More than 80 percent had worked in Adolf Hitler’s justice apparatus, and it would take until 1972 before they were no longer in the majority.

“On the face of it they were highly competent lawyers… but that came against the backdrop of the death sentences and race laws in which they were involved,” said Margaretha Sudhof, state secretary at the justice ministry, unveiling the report.

“These are disturbing contradictions to which our country has long remained blind.”

‘Combat mission’

It was not until 1992, two years after Germany’s national reunification, that the last prosecutor with a fascist background left the office.

“There was no break, let alone a conscious break, with the Nazi past” at the federal prosecutor’s office, the authors concluded, stressing “the great and long continuity” of the functions held and “the high number” of officials involved in Hitler’s regime.

Chief federal prosecutor Peter Frank commissioned the study in 2017. The federal prosecutor’s office is one of Germany’s most powerful institutions, handling the most serious national security cases including those involving terrorism and espionage.

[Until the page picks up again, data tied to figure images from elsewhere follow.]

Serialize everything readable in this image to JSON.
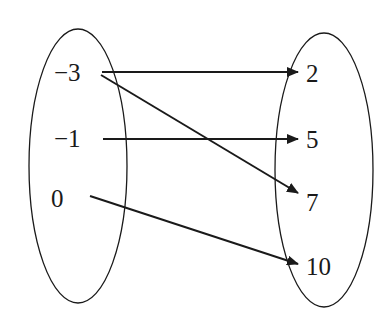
{
  "diagram": {
    "type": "mapping",
    "domain": {
      "label": "domain-set",
      "elements": [
        "−3",
        "−1",
        "0"
      ]
    },
    "range": {
      "label": "range-set",
      "elements": [
        "2",
        "5",
        "7",
        "10"
      ]
    },
    "mappings": [
      {
        "from": "−3",
        "to": "2"
      },
      {
        "from": "−3",
        "to": "7"
      },
      {
        "from": "−1",
        "to": "5"
      },
      {
        "from": "0",
        "to": "10"
      }
    ],
    "colors": {
      "stroke": "#1a1a1a",
      "background": "#ffffff"
    }
  }
}
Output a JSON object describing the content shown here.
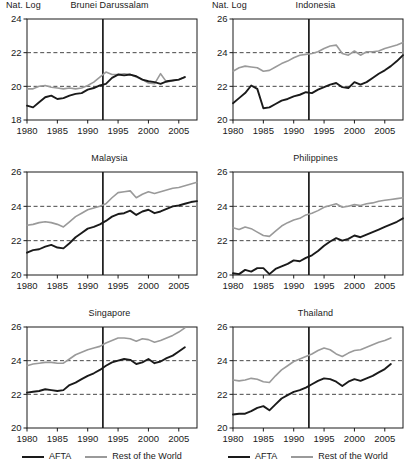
{
  "figure": {
    "axis_label": "Nat. Log",
    "legend": {
      "afta_label": "AFTA",
      "row_label": "Rest of the World",
      "afta_color": "#1a1a1a",
      "row_color": "#9a9a9a"
    },
    "colors": {
      "afta": "#1a1a1a",
      "rest_of_world": "#9a9a9a",
      "axis": "#1a1a1a",
      "gridline": "#333333",
      "event_line": "#1a1a1a",
      "background": "#ffffff"
    },
    "event_year": 1992.5,
    "xticks": [
      1980,
      1985,
      1990,
      1995,
      2000,
      2005
    ],
    "xlim": [
      1980,
      2008
    ]
  },
  "chart_data": [
    {
      "type": "line",
      "title": "Brunei Darussalam",
      "xlabel": "",
      "ylabel": "Nat. Log",
      "xlim": [
        1980,
        2008
      ],
      "ylim": [
        18,
        24
      ],
      "yticks": [
        18,
        20,
        22,
        24
      ],
      "gridlines": [
        20,
        22
      ],
      "grid": true,
      "legend_position": "below-figure",
      "event_line_year": 1992.5,
      "x": [
        1980,
        1981,
        1982,
        1983,
        1984,
        1985,
        1986,
        1987,
        1988,
        1989,
        1990,
        1991,
        1992,
        1993,
        1994,
        1995,
        1996,
        1997,
        1998,
        1999,
        2000,
        2001,
        2002,
        2003,
        2004,
        2005,
        2006
      ],
      "series": [
        {
          "name": "AFTA",
          "values": [
            18.85,
            18.75,
            19.05,
            19.35,
            19.45,
            19.25,
            19.3,
            19.45,
            19.55,
            19.6,
            19.8,
            19.9,
            20.05,
            20.15,
            20.5,
            20.7,
            20.65,
            20.7,
            20.6,
            20.4,
            20.3,
            20.25,
            20.15,
            20.3,
            20.35,
            20.4,
            20.55
          ]
        },
        {
          "name": "Rest of the World",
          "values": [
            19.85,
            19.85,
            20.0,
            20.05,
            19.95,
            19.9,
            19.85,
            19.9,
            19.85,
            19.9,
            20.05,
            20.25,
            20.55,
            20.85,
            20.7,
            20.7,
            20.75,
            20.7,
            20.55,
            20.4,
            20.2,
            20.15,
            20.75,
            20.25,
            20.35,
            20.4,
            20.55
          ]
        }
      ]
    },
    {
      "type": "line",
      "title": "Indonesia",
      "xlabel": "",
      "ylabel": "Nat. Log",
      "xlim": [
        1980,
        2008
      ],
      "ylim": [
        20,
        26
      ],
      "yticks": [
        20,
        22,
        24,
        26
      ],
      "gridlines": [
        22,
        24
      ],
      "grid": true,
      "legend_position": "below-figure",
      "event_line_year": 1992.5,
      "x": [
        1980,
        1981,
        1982,
        1983,
        1984,
        1985,
        1986,
        1987,
        1988,
        1989,
        1990,
        1991,
        1992,
        1993,
        1994,
        1995,
        1996,
        1997,
        1998,
        1999,
        2000,
        2001,
        2002,
        2003,
        2004,
        2005,
        2006,
        2007,
        2008
      ],
      "series": [
        {
          "name": "AFTA",
          "values": [
            21.0,
            21.3,
            21.6,
            22.05,
            21.85,
            20.7,
            20.75,
            20.95,
            21.15,
            21.25,
            21.4,
            21.5,
            21.65,
            21.6,
            21.8,
            21.95,
            22.1,
            22.2,
            21.95,
            21.9,
            22.25,
            22.1,
            22.25,
            22.5,
            22.75,
            22.95,
            23.2,
            23.5,
            23.85
          ]
        },
        {
          "name": "Rest of the World",
          "values": [
            22.9,
            23.1,
            23.2,
            23.15,
            23.1,
            22.9,
            22.95,
            23.15,
            23.35,
            23.5,
            23.7,
            23.85,
            23.9,
            23.95,
            24.05,
            24.25,
            24.4,
            24.45,
            23.95,
            23.85,
            24.1,
            23.85,
            24.05,
            24.05,
            24.1,
            24.25,
            24.35,
            24.45,
            24.6
          ]
        }
      ]
    },
    {
      "type": "line",
      "title": "Malaysia",
      "xlabel": "",
      "ylabel": "",
      "xlim": [
        1980,
        2008
      ],
      "ylim": [
        20,
        26
      ],
      "yticks": [
        20,
        22,
        24,
        26
      ],
      "gridlines": [
        22,
        24
      ],
      "grid": true,
      "legend_position": "below-figure",
      "event_line_year": 1992.5,
      "x": [
        1980,
        1981,
        1982,
        1983,
        1984,
        1985,
        1986,
        1987,
        1988,
        1989,
        1990,
        1991,
        1992,
        1993,
        1994,
        1995,
        1996,
        1997,
        1998,
        1999,
        2000,
        2001,
        2002,
        2003,
        2004,
        2005,
        2006,
        2007,
        2008
      ],
      "series": [
        {
          "name": "AFTA",
          "values": [
            21.3,
            21.45,
            21.5,
            21.65,
            21.75,
            21.6,
            21.55,
            21.85,
            22.2,
            22.45,
            22.7,
            22.8,
            22.95,
            23.15,
            23.4,
            23.55,
            23.6,
            23.75,
            23.5,
            23.7,
            23.8,
            23.6,
            23.7,
            23.85,
            24.0,
            24.05,
            24.15,
            24.25,
            24.3
          ]
        },
        {
          "name": "Rest of the World",
          "values": [
            22.9,
            22.95,
            23.05,
            23.1,
            23.05,
            22.95,
            22.8,
            23.1,
            23.4,
            23.6,
            23.8,
            23.9,
            24.0,
            24.15,
            24.5,
            24.8,
            24.85,
            24.9,
            24.5,
            24.7,
            24.85,
            24.75,
            24.85,
            24.95,
            25.05,
            25.1,
            25.2,
            25.3,
            25.4
          ]
        }
      ]
    },
    {
      "type": "line",
      "title": "Philippines",
      "xlabel": "",
      "ylabel": "",
      "xlim": [
        1980,
        2008
      ],
      "ylim": [
        20,
        26
      ],
      "yticks": [
        20,
        22,
        24,
        26
      ],
      "gridlines": [
        22,
        24
      ],
      "grid": true,
      "legend_position": "below-figure",
      "event_line_year": 1992.5,
      "x": [
        1980,
        1981,
        1982,
        1983,
        1984,
        1985,
        1986,
        1987,
        1988,
        1989,
        1990,
        1991,
        1992,
        1993,
        1994,
        1995,
        1996,
        1997,
        1998,
        1999,
        2000,
        2001,
        2002,
        2003,
        2004,
        2005,
        2006,
        2007,
        2008
      ],
      "series": [
        {
          "name": "AFTA",
          "values": [
            20.1,
            20.05,
            20.3,
            20.2,
            20.4,
            20.4,
            20.05,
            20.35,
            20.5,
            20.65,
            20.85,
            20.8,
            21.0,
            21.15,
            21.4,
            21.7,
            21.95,
            22.15,
            22.0,
            22.1,
            22.3,
            22.2,
            22.35,
            22.5,
            22.65,
            22.8,
            22.95,
            23.1,
            23.3
          ]
        },
        {
          "name": "Rest of the World",
          "values": [
            22.75,
            22.65,
            22.8,
            22.7,
            22.5,
            22.3,
            22.25,
            22.55,
            22.85,
            23.05,
            23.2,
            23.3,
            23.5,
            23.6,
            23.75,
            23.95,
            24.05,
            24.15,
            23.95,
            24.0,
            24.1,
            24.05,
            24.15,
            24.2,
            24.3,
            24.35,
            24.4,
            24.45,
            24.5
          ]
        }
      ]
    },
    {
      "type": "line",
      "title": "Singapore",
      "xlabel": "",
      "ylabel": "",
      "xlim": [
        1980,
        2008
      ],
      "ylim": [
        20,
        26
      ],
      "yticks": [
        20,
        22,
        24,
        26
      ],
      "gridlines": [
        22,
        24
      ],
      "grid": true,
      "legend_position": "below-panel",
      "event_line_year": 1992.5,
      "x": [
        1980,
        1981,
        1982,
        1983,
        1984,
        1985,
        1986,
        1987,
        1988,
        1989,
        1990,
        1991,
        1992,
        1993,
        1994,
        1995,
        1996,
        1997,
        1998,
        1999,
        2000,
        2001,
        2002,
        2003,
        2004,
        2005,
        2006
      ],
      "series": [
        {
          "name": "AFTA",
          "values": [
            22.1,
            22.15,
            22.2,
            22.3,
            22.25,
            22.2,
            22.25,
            22.55,
            22.7,
            22.9,
            23.1,
            23.25,
            23.45,
            23.7,
            23.9,
            24.0,
            24.1,
            24.05,
            23.8,
            23.9,
            24.1,
            23.85,
            23.95,
            24.15,
            24.3,
            24.55,
            24.8
          ]
        },
        {
          "name": "Rest of the World",
          "values": [
            23.7,
            23.8,
            23.85,
            23.9,
            23.9,
            23.85,
            23.85,
            24.1,
            24.35,
            24.5,
            24.65,
            24.75,
            24.85,
            25.05,
            25.2,
            25.35,
            25.35,
            25.3,
            25.15,
            25.3,
            25.25,
            25.1,
            25.2,
            25.35,
            25.5,
            25.7,
            25.95
          ]
        }
      ]
    },
    {
      "type": "line",
      "title": "Thailand",
      "xlabel": "",
      "ylabel": "",
      "xlim": [
        1980,
        2008
      ],
      "ylim": [
        20,
        26
      ],
      "yticks": [
        20,
        22,
        24,
        26
      ],
      "gridlines": [
        22,
        24
      ],
      "grid": true,
      "legend_position": "below-panel",
      "event_line_year": 1992.5,
      "x": [
        1980,
        1981,
        1982,
        1983,
        1984,
        1985,
        1986,
        1987,
        1988,
        1989,
        1990,
        1991,
        1992,
        1993,
        1994,
        1995,
        1996,
        1997,
        1998,
        1999,
        2000,
        2001,
        2002,
        2003,
        2004,
        2005,
        2006
      ],
      "series": [
        {
          "name": "AFTA",
          "values": [
            20.8,
            20.85,
            20.85,
            21.0,
            21.2,
            21.3,
            21.05,
            21.4,
            21.75,
            21.95,
            22.15,
            22.25,
            22.4,
            22.6,
            22.8,
            22.95,
            22.9,
            22.75,
            22.5,
            22.75,
            22.9,
            22.8,
            22.95,
            23.1,
            23.3,
            23.5,
            23.8
          ]
        },
        {
          "name": "Rest of the World",
          "values": [
            22.85,
            22.8,
            22.85,
            22.95,
            22.9,
            22.75,
            22.7,
            23.1,
            23.45,
            23.7,
            23.95,
            24.1,
            24.25,
            24.4,
            24.6,
            24.75,
            24.65,
            24.4,
            24.25,
            24.45,
            24.6,
            24.65,
            24.8,
            24.95,
            25.1,
            25.2,
            25.35
          ]
        }
      ]
    }
  ]
}
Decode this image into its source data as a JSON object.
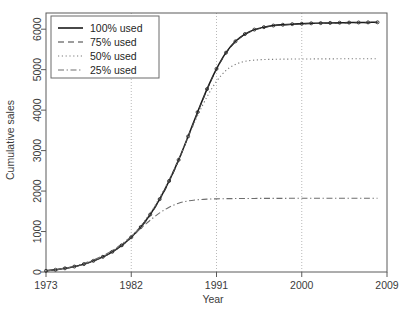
{
  "chart_data": {
    "type": "line",
    "title": "",
    "xlabel": "Year",
    "ylabel": "Cumulative sales",
    "xlim": [
      1973,
      2009
    ],
    "ylim": [
      0,
      6400
    ],
    "xticks": [
      1973,
      1982,
      1991,
      2000,
      2009
    ],
    "yticks": [
      0,
      1000,
      2000,
      3000,
      4000,
      5000,
      6000
    ],
    "gridlines_x": [
      1982,
      1991,
      2000
    ],
    "grid": "vertical-dotted",
    "legend_position": "top-left",
    "x": [
      1973,
      1974,
      1975,
      1976,
      1977,
      1978,
      1979,
      1980,
      1981,
      1982,
      1983,
      1984,
      1985,
      1986,
      1987,
      1988,
      1989,
      1990,
      1991,
      1992,
      1993,
      1994,
      1995,
      1996,
      1997,
      1998,
      1999,
      2000,
      2001,
      2002,
      2003,
      2004,
      2005,
      2006,
      2007,
      2008
    ],
    "series": [
      {
        "name": "100% used",
        "style": "solid",
        "color": "#1a1a1a",
        "markers": true,
        "values": [
          30,
          55,
          90,
          135,
          195,
          275,
          375,
          500,
          660,
          860,
          1110,
          1420,
          1800,
          2250,
          2770,
          3350,
          3950,
          4520,
          5020,
          5420,
          5700,
          5880,
          5990,
          6050,
          6090,
          6110,
          6125,
          6135,
          6145,
          6150,
          6155,
          6160,
          6163,
          6166,
          6168,
          6170
        ]
      },
      {
        "name": "75% used",
        "style": "dashed",
        "color": "#3d3d3d",
        "markers": false,
        "values": [
          28,
          52,
          86,
          130,
          190,
          268,
          366,
          492,
          650,
          850,
          1098,
          1405,
          1785,
          2235,
          2755,
          3335,
          3935,
          4505,
          5005,
          5405,
          5685,
          5865,
          5978,
          6040,
          6082,
          6103,
          6118,
          6128,
          6138,
          6143,
          6148,
          6153,
          6156,
          6159,
          6161,
          6163
        ]
      },
      {
        "name": "50% used",
        "style": "dotted",
        "color": "#7a7a7a",
        "markers": false,
        "values": [
          30,
          55,
          92,
          140,
          200,
          282,
          385,
          515,
          680,
          885,
          1140,
          1455,
          1840,
          2285,
          2790,
          3330,
          3860,
          4330,
          4710,
          4980,
          5130,
          5205,
          5235,
          5250,
          5255,
          5260,
          5262,
          5264,
          5265,
          5266,
          5267,
          5268,
          5268,
          5269,
          5269,
          5270
        ]
      },
      {
        "name": "25% used",
        "style": "dashdot",
        "color": "#6e6e6e",
        "markers": false,
        "values": [
          32,
          58,
          96,
          148,
          212,
          296,
          402,
          530,
          690,
          880,
          1080,
          1280,
          1460,
          1600,
          1700,
          1755,
          1785,
          1800,
          1808,
          1812,
          1815,
          1817,
          1818,
          1819,
          1820,
          1820,
          1821,
          1821,
          1821,
          1822,
          1822,
          1822,
          1822,
          1822,
          1822,
          1822
        ]
      }
    ]
  },
  "legend": {
    "items": [
      {
        "label": "100% used"
      },
      {
        "label": "75% used"
      },
      {
        "label": "50% used"
      },
      {
        "label": "25% used"
      }
    ]
  },
  "axes": {
    "x_title": "Year",
    "y_title": "Cumulative sales",
    "x_tick_labels": [
      "1973",
      "1982",
      "1991",
      "2000",
      "2009"
    ],
    "y_tick_labels": [
      "0",
      "1000",
      "2000",
      "3000",
      "4000",
      "5000",
      "6000"
    ]
  }
}
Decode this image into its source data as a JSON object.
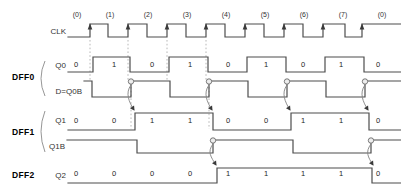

With more than 100 prosecutors, it is “the central actor in the fight against terror,” the report authors said, underlining its growing role in the decades since the September 11th, 2001 attacks in the United States.

The researchers were given unfettered access to hundreds of files labelled classified after the war, and found that rooting out alleged communists was often prioritised over other threats, including from the far right.

“In the 1950s the federal prosecutor’s office had a combat mission – not a legal but a political one: to pursue all the communists in the country,” the daily Süddeutsche Zeitung said in a summary of the report.

‘Recycling’ Nazis

The fact that West Germany widely used former officials from the Nazi regime in its post-war administration had long been known.

For example, Hans Globke served as chief of staff and a trusted confidant to former conservative West German chancellor Konrad Adenauer between 1953 and 1963 and was responsible for recruitment to top posts.

However, Globke had also been a senior civil servant in the Nazi-era interior ministry and was involved in the drafting of the 1935 Nuremberg race laws that imposed the first dramatic restrictions on Jews.

In recent years, systematic digging into the past of key ministries and institutions has unearthed a troubling and previously hidden degree of “recycling” of Third Reich officials in the post-war decades.

A 2016 government report revealed that in 1957, more than a decade after the war ended, around 77 percent of senior officials at the justice ministry had been members of the Nazi party. That study, also carried out by Safferling, revealed that the number of former Nazis at the ministry did not decline after the fall of the regime but actually grew in the 1950s.

Part of the justification was cynical pragmatism: the new republic needed experienced civil servants to establish the West German justice system. Furthermore, the priorities of the Allies who won the war and “liberated” the country from the Nazis were quickly turned upside down in the Cold War context.

After seeking to de-Nazify West Germany after 1945, the aim quickly shifted to building a capitalist bulwark against the communist threat. That approach often meant turning a blind eye to Germans’ previous involvement in the Third Reich.

In recent years, Germany has embarked on a twilight attempt to provide justice for concentration camp victims, placing several former guards in their 90s on trial for wartime crimes.